Preface: I have no great love for Ansible, but nor do I want to rag on it excessively; I’ve chosen to roll it out at the company I work for, and we’ll likely keep it even as we switch to the “shorter-lived, disposable VMs” model using something like Terraform + Packer.

I gave a presentation in September called “Ansible: A Puppet User’s Perspective” that elaborates on the problems I see with both Ansible and Puppet, in the context of the “long-lived system” model they were both built for.

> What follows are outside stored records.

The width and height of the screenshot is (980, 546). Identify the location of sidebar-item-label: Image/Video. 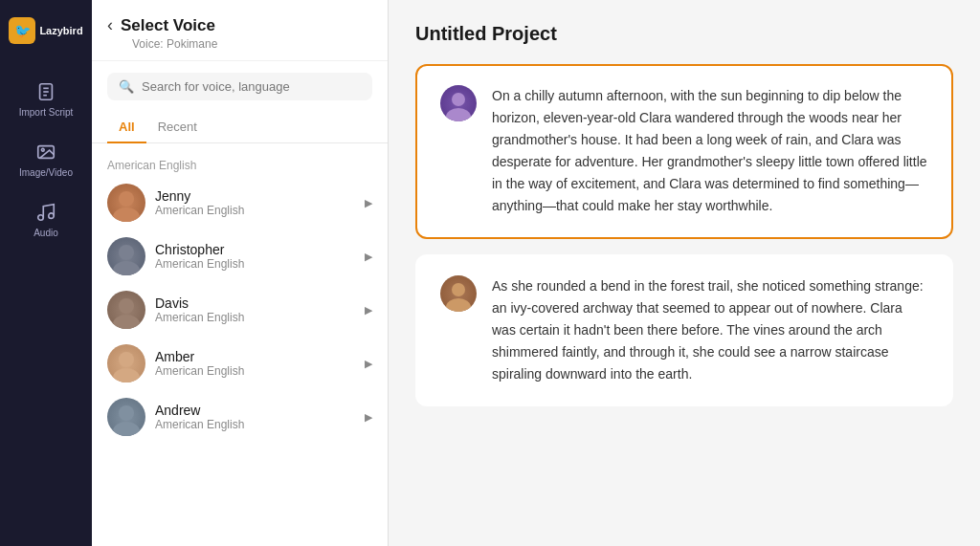
(46, 172).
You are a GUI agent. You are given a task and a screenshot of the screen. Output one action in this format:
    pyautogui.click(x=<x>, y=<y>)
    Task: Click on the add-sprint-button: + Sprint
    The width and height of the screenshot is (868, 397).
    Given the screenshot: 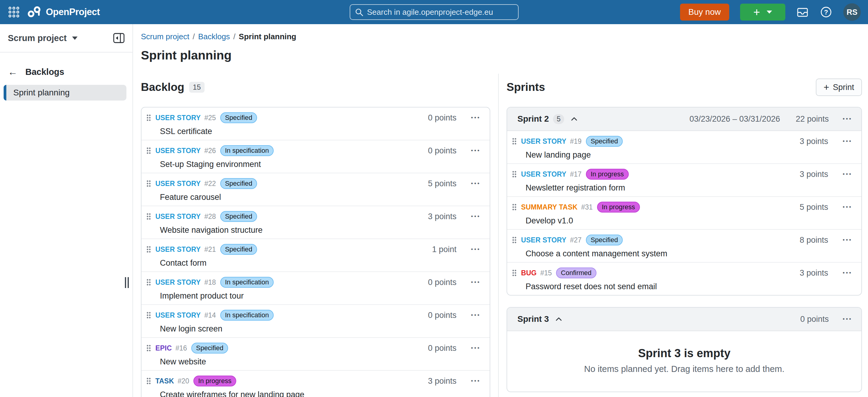 What is the action you would take?
    pyautogui.click(x=839, y=87)
    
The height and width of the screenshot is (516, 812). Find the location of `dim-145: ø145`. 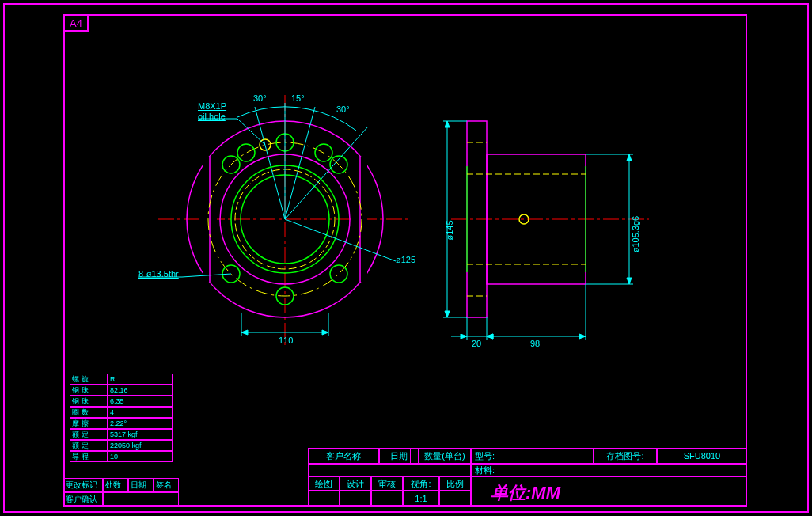

dim-145: ø145 is located at coordinates (450, 230).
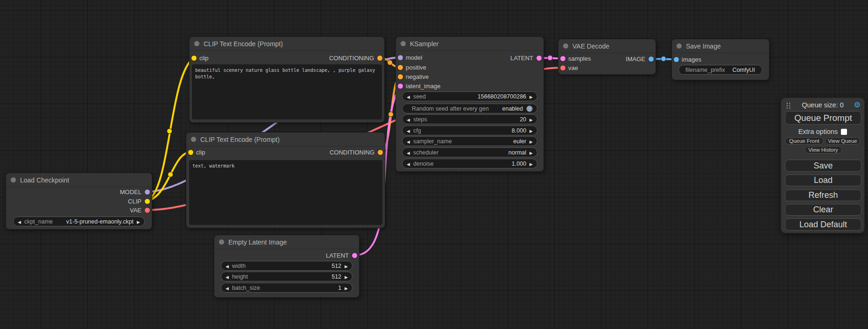  I want to click on node-title-bar: Save Image, so click(720, 46).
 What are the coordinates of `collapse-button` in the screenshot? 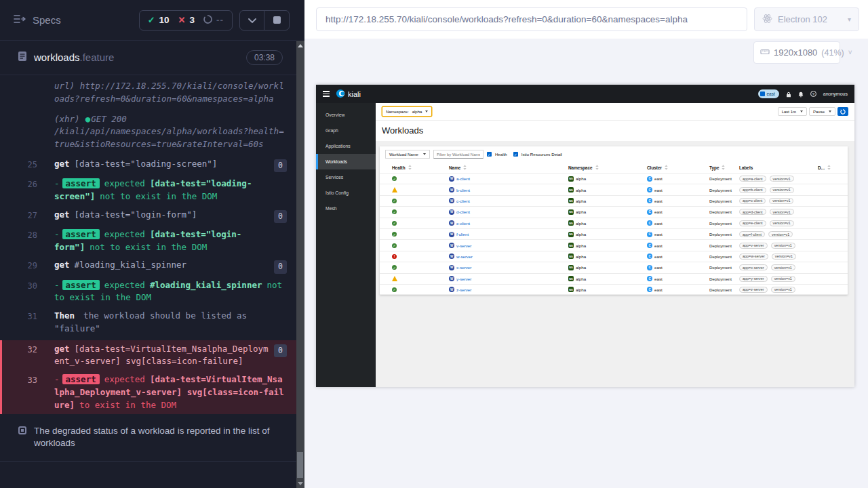 It's located at (252, 20).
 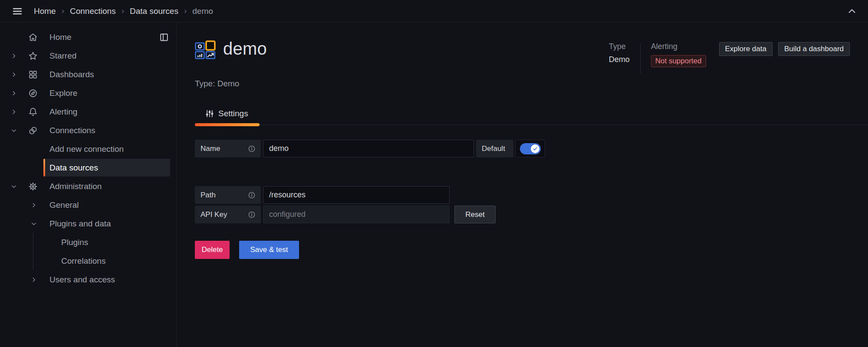 What do you see at coordinates (729, 58) in the screenshot?
I see `datasource-meta: Type Demo Alerting Not supported Explore…` at bounding box center [729, 58].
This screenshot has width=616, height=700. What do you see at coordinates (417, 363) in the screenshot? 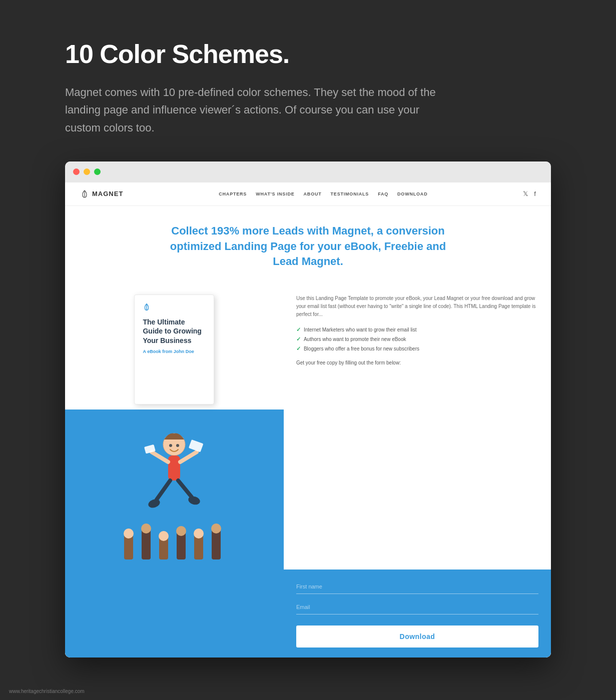
I see `form-prompt: Get your free copy by filling out the fo…` at bounding box center [417, 363].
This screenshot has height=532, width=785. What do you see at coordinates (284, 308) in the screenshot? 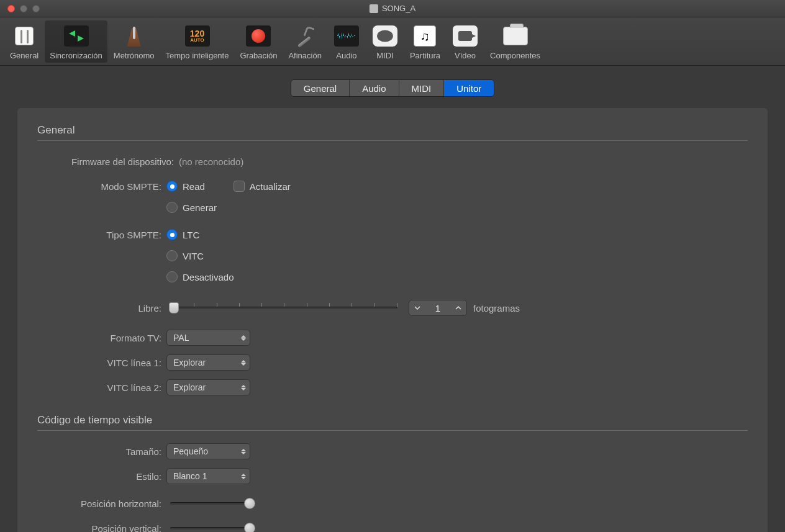
I see `free-slider` at bounding box center [284, 308].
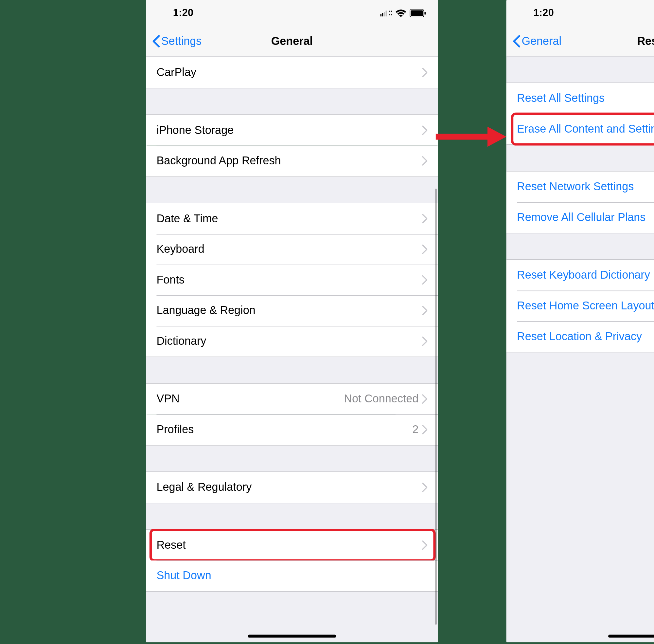 The height and width of the screenshot is (644, 654). Describe the element at coordinates (292, 72) in the screenshot. I see `row-carplay: CarPlay` at that location.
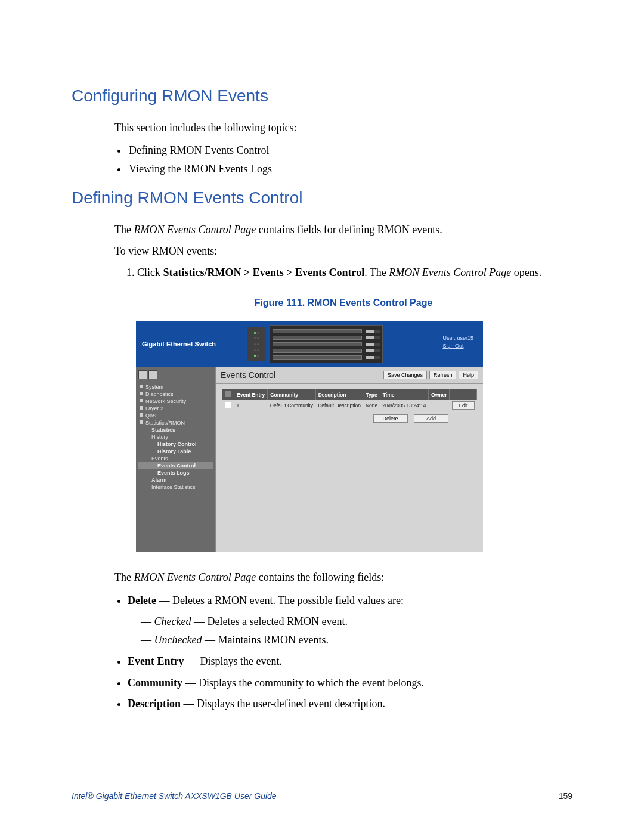 The height and width of the screenshot is (833, 644). What do you see at coordinates (350, 169) in the screenshot?
I see `topic-item: Viewing the RMON Events Logs` at bounding box center [350, 169].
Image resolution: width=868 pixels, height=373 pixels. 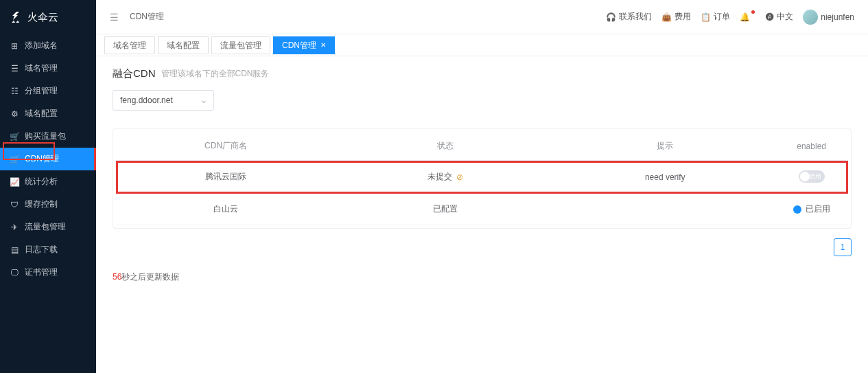 I want to click on cell-vendor: 白山云, so click(x=226, y=210).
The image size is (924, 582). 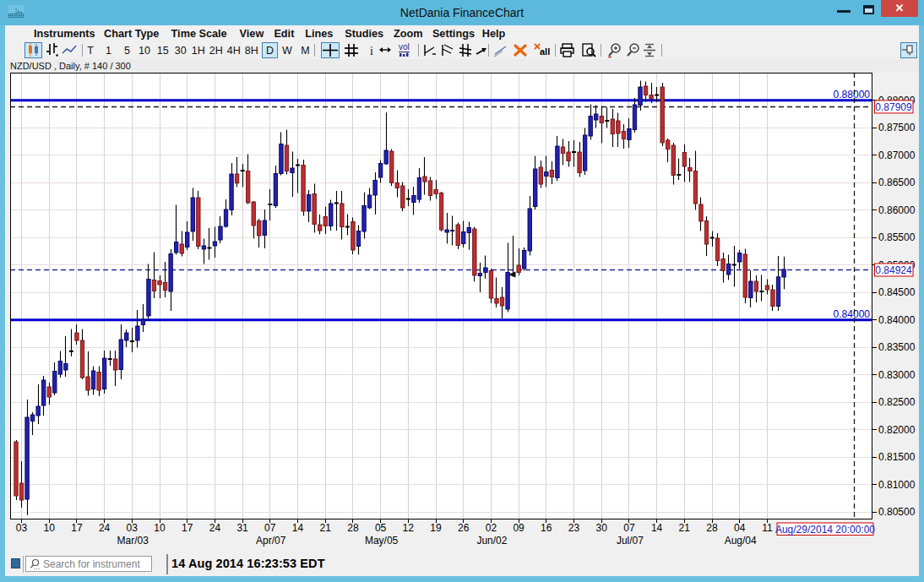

Ansible has a hash-in-a-string format that, in the docs, may be better known as “key=value” options for module actions. They look a bit like this:

tasks:
- name: make sure apache is running
  service: name=httpd state=running

Every playbook file is a YAML file; what we have above is a list of one task hash that has two keys (name and service), with a string value for each.

Formatted properly, the above looks like:

tasks:
- name: "make sure apache is running"
  service: "name=httpd state=running"

The Problem

What’s going on is that Ansible has its own key=value parser that it runs over the strings, which then runs the Jinja2 templating engine over.

This is fine and dandy if you have plain arguments, but as is common in Ansible, you often want to interpolate in variables. Here’s a simple example:

tasks:
- name: "Install basic packages"
  apt: pkg={{ item }} state=installed
  with_items:
  - screen
  - vim
  - cowsay

# Interpreted as:
# apt: pkg=screen state=installed
# apt: pkg=vim state=installed
# etc.

Here’s a not-so-simple example:

tasks:
- copy: "dest=/tmp/1.txt content={{ contains_quote }}"
# ^-- Broken; interpreted as:
#       copy: dest=/tmp/1.txt content=Hello"World
#     (Throws "try quoting the entire line" error.)

- copy: dest=/tmp/2.txt content="{{ contains_quote }}"
# ^-- Also broken, interpreted as:
#       copy: dest=/tmp/2.txt content="Hello"World"

- copy: dest=/tmp/3.txt content='{{ contains_quote }}'
# ^-- "Fixed" by swapping " for ' quotes, but...

- copy: dest=/tmp/4.txt content='{{ contains_alt_quote }}'
# ^-- Also broken, interpreted as:
#       copy: dest=/tmp/4.txt content='Hello'World'

vars:
  contains_quote: 'Hello"World'
  contains_alt_quote: "Hello'World"

Same goes for things like campfire: room=example subscription=example token=example msg="{{ contains_a_quote }}"; it’s a fruitless game of whack-a-mole.

The Fix

Stick to using YAMLs own features for structured data; use a hash:

tasks:
- name: "Long-form Hash"
  service:
    dest: "/tmp/whatever.txt"
    content: "{{ contains_quotes_or_other_things }}"

- name: "Inline Hash"
  service: { name: "httpd", state: "running" }

And if you’re using something like shell or command that expect a string and key=value arguments (eg. shell: "something --file /home/foo/bar.txt creates=/home/foo/bar.txt"), you can instead provide an args key:

tasks:
- name: "A complicated command meant to only run once, which leaves a file around when it's finished."
  shell: "something --file /home/foo/bar.txt -o -m -g"
  args:
    creates: "/home/foo/bar.txt"

Why not use …

  • service: name=httpd state=running sometimes, and
  • service: { name: "{{ some_variable }}", state: "running" } other times when needed for variable interpolation?

Consistency, in an attempt to increase safety; sticking to an “Always use YAML hashes” rule means one less thing to forget about or train the new ops people up on.

Remembering the special rules for key=value can be done, yes, but it’s another edge case in a tool that’s arguably already full of unsafe edge cases.